What Is Chemical Engineering

Chemical engineering is a field of engineering in which one has knowledge of mathematics, physics, chemistry and occasionally biology, to convert raw materials into desired products in an environmentally friendly and cost-effective way.

Chemical engineering is often confused with a chemistry major. A chemistry major works at a lab-scale and usually discovers new things and studies the existing ones. Whereas a chemical engineer scales up a process devised at a lab-scale for mass production of a product to be available to masses in a city, state, maybe country or even globally.

Courses Chemical Engineers take

A chemical engineer takes two to three chemistry courses which include, Inorganic and Analytical Chemistry, Physical Chemistry, & Organic Chemistry. Other courses a chemical engineer takes are Heat Transfer, Mass Transfer, Momentum transfer, Thermodynamics, Kinetics, Plant Design, etc. Recent engineers also take courses related to control systems.

Chemical engineering is divided into two main parts i.e. Unit operations & Unit Processes. Unit operations include all the physical phenomena such as drying, crystallization, evaporation, absorption, adsorption, etc. Unit processes include sulfonation, chlorination, oxidation and many more. Unit operations and unit processes combine to make it possible to convert raw material into a product. The process industry is vast and it is very difficult for a chemical engineer to study it all. Each process industry involves one or more unit operations and processes. By studying unit operations and unit processes a chemical engineer easily grasps the concepts of any industrial process present.

As an example, let’s study the process of sulfuric acid production. Sulfuric acid production starts with the unit operation of melting the solid sulfur into liquid sulfur to a temperature where it has the least viscosity. It is followed by a unit process of combustion where sulfur is combusted in a furnace in the presence of oxygen. It is then converted to sulfur dioxide, it is then followed by another unit process, “oxidation”, where sulfur dioxide is converted to sulfur trioxide, this is then followed by a unit operation known as absorption and oleum is produced.

Job Opportunities For Chemical Engineers

Different industries hire chemical engineers. They are hired by pharmaceutical industry where they produce drugs that keeps us healthy in an economical and safe way. Examples are GlaxoSmithKline, Pfizer, etc. Chemical engineers contribute a lot to the environment by introducing processes that minimize the release of pollutants into the environment. For instance, a chemical engineer reducing pollutants in the design of catalytic converter which reduces the amount of harmful emissions as a result of the combustion of fuel in the engine.

One can go to the industrial chemical sector where shampoos, soaps, and detergents are produced, companies include proctor and gamble, Unilever, etc. A chemical engineer can work in the food and beverage industry such as PepsiCo, nestle, etc. They can work in the petroleum sector, at upstream as well as at downstream, working in the processing plants such as dehydration, sweetening of the crude or gas and in the refinery as well where crude is converted into finer usable products, examples include, ExxonMobil, Shell, Byco, etc.

They can also work in the energy sector proposing green solutions to the existing energy crisis. For example, designing solar cells and storage batteries or carbon-neutral fuels such as biofuels. The semiconductor and electronics industry hires a lot of chemical engineers. Many people do not realize this but companies like IBM and Intel hire great numbers of engineers. Chemical engineers design silicon wafers onto which transistors are imprinted.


TASK DETAILS: How many lines in the entries below contain the word "grip"? Answer with the number and nothing else.

════════════════

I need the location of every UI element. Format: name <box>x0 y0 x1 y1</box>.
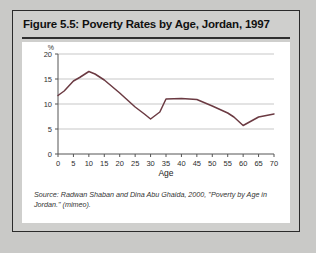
y-tick-label: 15 <box>44 75 52 84</box>
y-tick-label: 10 <box>44 100 52 109</box>
x-tick-label: 0 <box>56 159 60 168</box>
x-tick-label: 5 <box>71 159 75 168</box>
figure-page: Figure 5.5: Poverty Rates by Age, Jordan… <box>0 0 316 253</box>
source-note: Source: Radwan Shaban and Dina Abu Ghaid… <box>34 190 278 210</box>
y-tick-labels: 05101520 <box>44 50 52 159</box>
title-divider <box>22 37 290 39</box>
x-tick-label: 55 <box>224 159 232 168</box>
x-tick-label: 25 <box>131 159 139 168</box>
x-tick-labels: 0510152025303540455055606570 <box>56 159 278 168</box>
figure-card: Figure 5.5: Poverty Rates by Age, Jordan… <box>12 10 300 232</box>
y-axis-unit-label: % <box>48 44 54 51</box>
poverty-rate-line-chart: 05101520 0510152025303540455055606570 % … <box>22 42 290 182</box>
x-tick-label: 65 <box>254 159 262 168</box>
gridlines <box>58 54 274 129</box>
x-tick-label: 10 <box>85 159 93 168</box>
chart-panel: 05101520 0510152025303540455055606570 % … <box>22 42 290 223</box>
x-tick-label: 35 <box>162 159 170 168</box>
x-tick-label: 50 <box>208 159 216 168</box>
x-tick-label: 60 <box>239 159 247 168</box>
x-tick-label: 15 <box>100 159 108 168</box>
poverty-rate-series-line <box>58 72 274 126</box>
x-tick-label: 20 <box>116 159 124 168</box>
y-tick-label: 20 <box>44 50 52 59</box>
plot-area: 05101520 0510152025303540455055606570 % … <box>22 42 290 182</box>
x-axis-title: Age <box>158 168 173 178</box>
x-tick-label: 45 <box>193 159 201 168</box>
y-tick-label: 0 <box>48 150 52 159</box>
y-tick-label: 5 <box>48 125 52 134</box>
figure-title: Figure 5.5: Poverty Rates by Age, Jordan… <box>23 18 291 30</box>
x-tick-label: 40 <box>177 159 185 168</box>
x-tick-label: 30 <box>146 159 154 168</box>
x-tick-label: 70 <box>270 159 278 168</box>
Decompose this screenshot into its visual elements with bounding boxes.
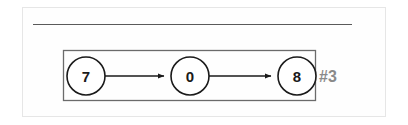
graph-node-label: 0 [186,68,194,85]
graph-node-label: 8 [293,68,301,85]
graph-node-label: 7 [82,68,90,85]
figure-number-label: #3 [319,68,337,85]
linked-list-diagram: 7 0 8 #3 [0,0,408,125]
screenshot-root: 7 0 8 #3 [0,0,408,125]
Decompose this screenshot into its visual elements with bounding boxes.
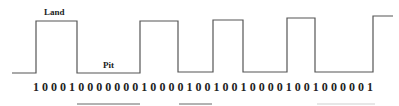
pit-land-waveform	[12, 16, 393, 73]
channel-bit-string: 10001000000010000100100100001001000001	[33, 80, 373, 94]
pit-label: Pit	[103, 60, 114, 70]
land-label: Land	[44, 7, 65, 17]
pit-land-eft-diagram: Land Pit 1000100000001000010010010000100…	[0, 0, 399, 106]
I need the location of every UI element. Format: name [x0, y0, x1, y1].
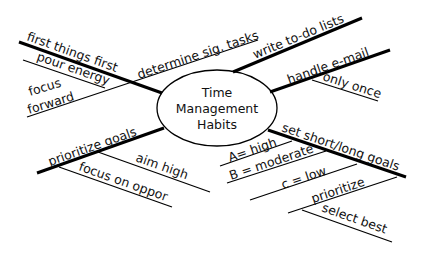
- sub-sub-branch-label-select-best: select best: [320, 200, 389, 237]
- center-title-line-3: Habits: [197, 117, 237, 132]
- center-title-line-2: Management: [176, 101, 258, 116]
- branch-label: write to-do lists: [250, 11, 345, 62]
- mind-map-diagram: Time Management Habits first things firs…: [0, 0, 428, 255]
- sub-branch-label-aim-high: aim high: [134, 150, 190, 182]
- sub-branch-label-only-once: only once: [321, 69, 384, 102]
- center-node: Time Management Habits: [157, 70, 277, 146]
- branch-handle-e-mail: handle e-mail only once: [270, 44, 390, 101]
- center-title-line-1: Time: [201, 85, 233, 100]
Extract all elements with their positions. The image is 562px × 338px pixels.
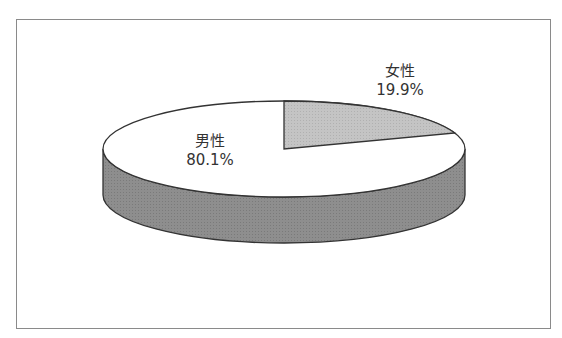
- label-female-pct: 19.9%: [360, 81, 440, 100]
- label-male-name: 男性: [170, 132, 250, 151]
- label-female: 女性 19.9%: [360, 62, 440, 100]
- label-male-pct: 80.1%: [170, 151, 250, 170]
- pie-chart: [0, 0, 562, 338]
- label-female-name: 女性: [360, 62, 440, 81]
- label-male: 男性 80.1%: [170, 132, 250, 170]
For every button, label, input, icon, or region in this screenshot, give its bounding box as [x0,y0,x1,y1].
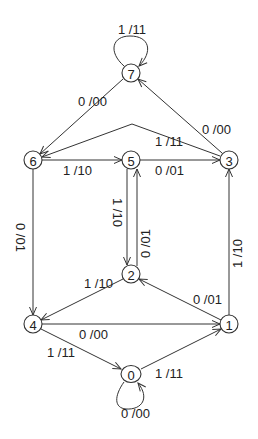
state-label-3: 3 [225,154,232,169]
edge-label-5-2: 1 /10 [110,198,125,227]
edge-0-1 [141,329,221,369]
state-diagram: 1 /11 0 /00 0 /00 1 /11 1 /10 0 /01 0 /0… [0,0,258,439]
edge-0-0 [117,382,144,409]
edge-label-7-6: 0 /00 [78,94,107,109]
state-node-0: 0 [121,366,141,383]
state-node-1: 1 [220,315,238,333]
state-node-6: 6 [24,151,42,169]
state-label-4: 4 [29,318,36,333]
nodes: 7 6 5 3 2 4 1 0 [24,64,238,383]
state-label-1: 1 [225,318,232,333]
edge-label-0-1: 1 /11 [155,366,183,381]
edge-label-2-5: 0 /01 [138,229,153,258]
edge-label-6-5: 1 /10 [63,163,92,178]
state-node-7: 7 [122,64,140,82]
edge-label-5-3: 0 /01 [155,163,184,178]
state-node-4: 4 [24,315,42,333]
state-node-5: 5 [122,151,140,169]
edge-label-3-6: 1 /11 [155,134,183,149]
edge-label-6-4: 0 /01 [13,223,28,252]
state-label-0: 0 [127,368,134,383]
edge-label-1-3: 1 /10 [230,239,245,268]
edge-label-1-2: 0 /01 [193,292,222,307]
edge-label-4-1: 0 /00 [79,327,108,342]
state-label-6: 6 [29,154,36,169]
edge-label-4-0: 1 /11 [47,345,75,360]
state-label-7: 7 [127,67,134,82]
state-label-5: 5 [127,154,134,169]
edge-label-3-7: 0 /00 [202,122,231,137]
state-node-3: 3 [220,151,238,169]
state-node-2: 2 [122,265,140,283]
edge-label-7-7: 1 /11 [118,22,146,37]
state-label-2: 2 [127,268,134,283]
edge-7-7 [114,36,148,66]
edge-label-0-0: 0 /00 [121,406,150,421]
edge-label-2-4: 1 /10 [84,276,113,291]
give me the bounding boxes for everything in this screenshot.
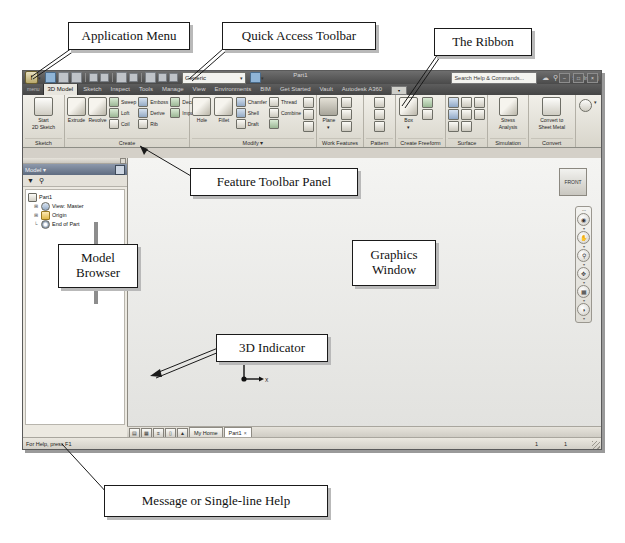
boundary-patch-icon[interactable] (474, 109, 485, 120)
share-icon[interactable]: ⚲ (553, 74, 558, 82)
doc-tab-part1-close-icon[interactable]: × (244, 430, 247, 436)
mirror-icon[interactable] (374, 121, 385, 132)
nav-grip-icon[interactable]: ⋯ (582, 209, 586, 212)
zoom-caret-icon[interactable]: ▾ (583, 263, 585, 266)
tab-view[interactable]: View (189, 84, 210, 95)
tree-node-part1[interactable]: Part1 (28, 193, 122, 202)
expander-view-master-icon[interactable]: ⊞ (34, 202, 39, 211)
explore-caret-icon[interactable]: ▾ (594, 99, 597, 105)
tab-autodesk-a360[interactable]: Autodesk A360 (338, 84, 386, 95)
update-icon[interactable] (145, 72, 156, 83)
tab-vault[interactable]: Vault (316, 84, 337, 95)
steering-wheel-caret-icon[interactable]: ▾ (583, 227, 585, 230)
filter-icon[interactable]: ▼ (27, 177, 34, 184)
work-axis-icon[interactable] (341, 97, 352, 108)
tab-3d-model[interactable]: 3D Model (43, 83, 79, 95)
direct-edit-icon[interactable] (303, 109, 314, 120)
undo-icon[interactable] (89, 73, 98, 82)
freeform-convert-icon[interactable] (422, 109, 433, 120)
sweep-button[interactable]: Sweep (109, 97, 136, 107)
plane-button[interactable]: Plane ▾ (319, 97, 339, 130)
pin-icon[interactable] (115, 165, 125, 175)
a360-icon[interactable]: ☁ (542, 74, 549, 82)
zoom-icon[interactable]: ⚲ (577, 249, 590, 262)
steering-wheel-icon[interactable]: ◉ (577, 213, 590, 226)
chamfer-button[interactable]: Chamfer (236, 97, 267, 107)
view-layout-1-icon[interactable]: ▤ (129, 428, 140, 438)
derive-button[interactable]: Derive (138, 108, 168, 118)
orbit-caret-icon[interactable]: ▾ (583, 281, 585, 284)
search-input[interactable]: Search Help & Commands... (451, 72, 537, 84)
appearance-caret-icon[interactable]: ▾ (261, 75, 264, 81)
pan-icon[interactable]: ✋ (577, 231, 590, 244)
view-style-caret-icon[interactable]: ▾ (583, 317, 585, 320)
select-icon[interactable] (158, 73, 167, 82)
view-layout-3-icon[interactable]: ≡ (153, 428, 164, 438)
tab-get-started[interactable]: Get Started (276, 84, 315, 95)
home-icon[interactable] (116, 72, 127, 83)
look-at-caret-icon[interactable]: ▾ (583, 299, 585, 302)
ucs-icon[interactable] (341, 121, 352, 132)
rib-button[interactable]: Rib (138, 119, 168, 129)
view-layout-4-icon[interactable]: ▯ (165, 428, 176, 438)
patch-icon[interactable] (448, 121, 459, 132)
maximize-button[interactable]: □ (573, 73, 584, 83)
look-at-icon[interactable]: ▦ (577, 285, 590, 298)
tree-node-origin[interactable]: ⊞ Origin (28, 211, 122, 220)
orbit-icon[interactable]: ✥ (577, 267, 590, 280)
rectangular-pattern-icon[interactable] (374, 97, 385, 108)
tree-node-end-of-part[interactable]: └ End of Part (28, 220, 122, 229)
view-layout-2-icon[interactable]: ▦ (141, 428, 152, 438)
fillet-button[interactable]: Fillet (214, 97, 234, 123)
minimize-button[interactable]: – (559, 73, 570, 83)
work-point-icon[interactable] (341, 109, 352, 120)
trim-icon[interactable] (461, 97, 472, 108)
material-swatch-icon[interactable] (169, 73, 178, 82)
thread-button[interactable]: Thread (269, 97, 301, 107)
combine-button[interactable]: Combine (269, 108, 301, 118)
extend-icon[interactable] (461, 109, 472, 120)
emboss-button[interactable]: Emboss (138, 97, 168, 107)
loft-button[interactable]: Loft (109, 108, 136, 118)
tab-sketch[interactable]: Sketch (79, 84, 105, 95)
sculpt-icon[interactable] (448, 109, 459, 120)
browser-horizontal-scrollbar[interactable] (23, 158, 127, 164)
shell-button[interactable]: Shell (236, 108, 267, 118)
coil-button[interactable]: Coil (109, 119, 136, 129)
tab-scroll-up-icon[interactable]: ▲ (177, 428, 188, 438)
draft-button[interactable]: Draft (236, 119, 267, 129)
convert-to-sheet-metal-button[interactable]: Convert to Sheet Metal (532, 97, 572, 130)
graphics-window[interactable]: FRONT ⋯ ◉ ▾ ✋ ▾ ⚲ ▾ ✥ ▾ ▦ ▾ ◑ ▾ (128, 158, 601, 427)
pan-caret-icon[interactable]: ▾ (583, 245, 585, 248)
tree-node-view-master[interactable]: ⊞ View: Master (28, 202, 122, 211)
tab-environments[interactable]: Environments (211, 84, 256, 95)
split-icon[interactable] (303, 97, 314, 108)
ribbon-menu-label[interactable]: menu (25, 84, 42, 95)
ruled-surface-icon[interactable] (474, 97, 485, 108)
return-icon[interactable] (129, 73, 138, 82)
resize-grip-icon[interactable] (592, 441, 600, 449)
replace-face-icon[interactable] (461, 121, 472, 132)
start-2d-sketch-button[interactable]: Start 2D Sketch (28, 97, 58, 130)
extrude-button[interactable]: Extrude (67, 97, 86, 123)
view-style-icon[interactable]: ◑ (577, 303, 590, 316)
delete-face-icon[interactable] (303, 121, 314, 132)
expander-origin-icon[interactable]: ⊞ (34, 211, 39, 220)
explore-icon[interactable] (579, 99, 592, 112)
tab-bim[interactable]: BIM (256, 84, 275, 95)
tab-manage[interactable]: Manage (158, 84, 188, 95)
view-cube[interactable]: FRONT (559, 168, 587, 196)
revolve-button[interactable]: Revolve (88, 97, 107, 123)
model-browser-header[interactable]: Model ▾ (23, 164, 127, 175)
hole-button[interactable]: Hole (192, 97, 212, 123)
appearance-icon[interactable] (250, 72, 261, 83)
redo-icon[interactable] (100, 73, 109, 82)
tab-tools[interactable]: Tools (135, 84, 157, 95)
stress-analysis-button[interactable]: Stress Analysis (493, 97, 523, 130)
thicken-offset-button[interactable] (269, 119, 301, 129)
close-button[interactable]: × (587, 73, 598, 83)
circular-pattern-icon[interactable] (374, 109, 385, 120)
stitch-icon[interactable] (448, 97, 459, 108)
search-icon[interactable]: ⚲ (39, 177, 44, 185)
tab-inspect[interactable]: Inspect (107, 84, 134, 95)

════════════════

ANSWER FOR THIS EXERCISE: 2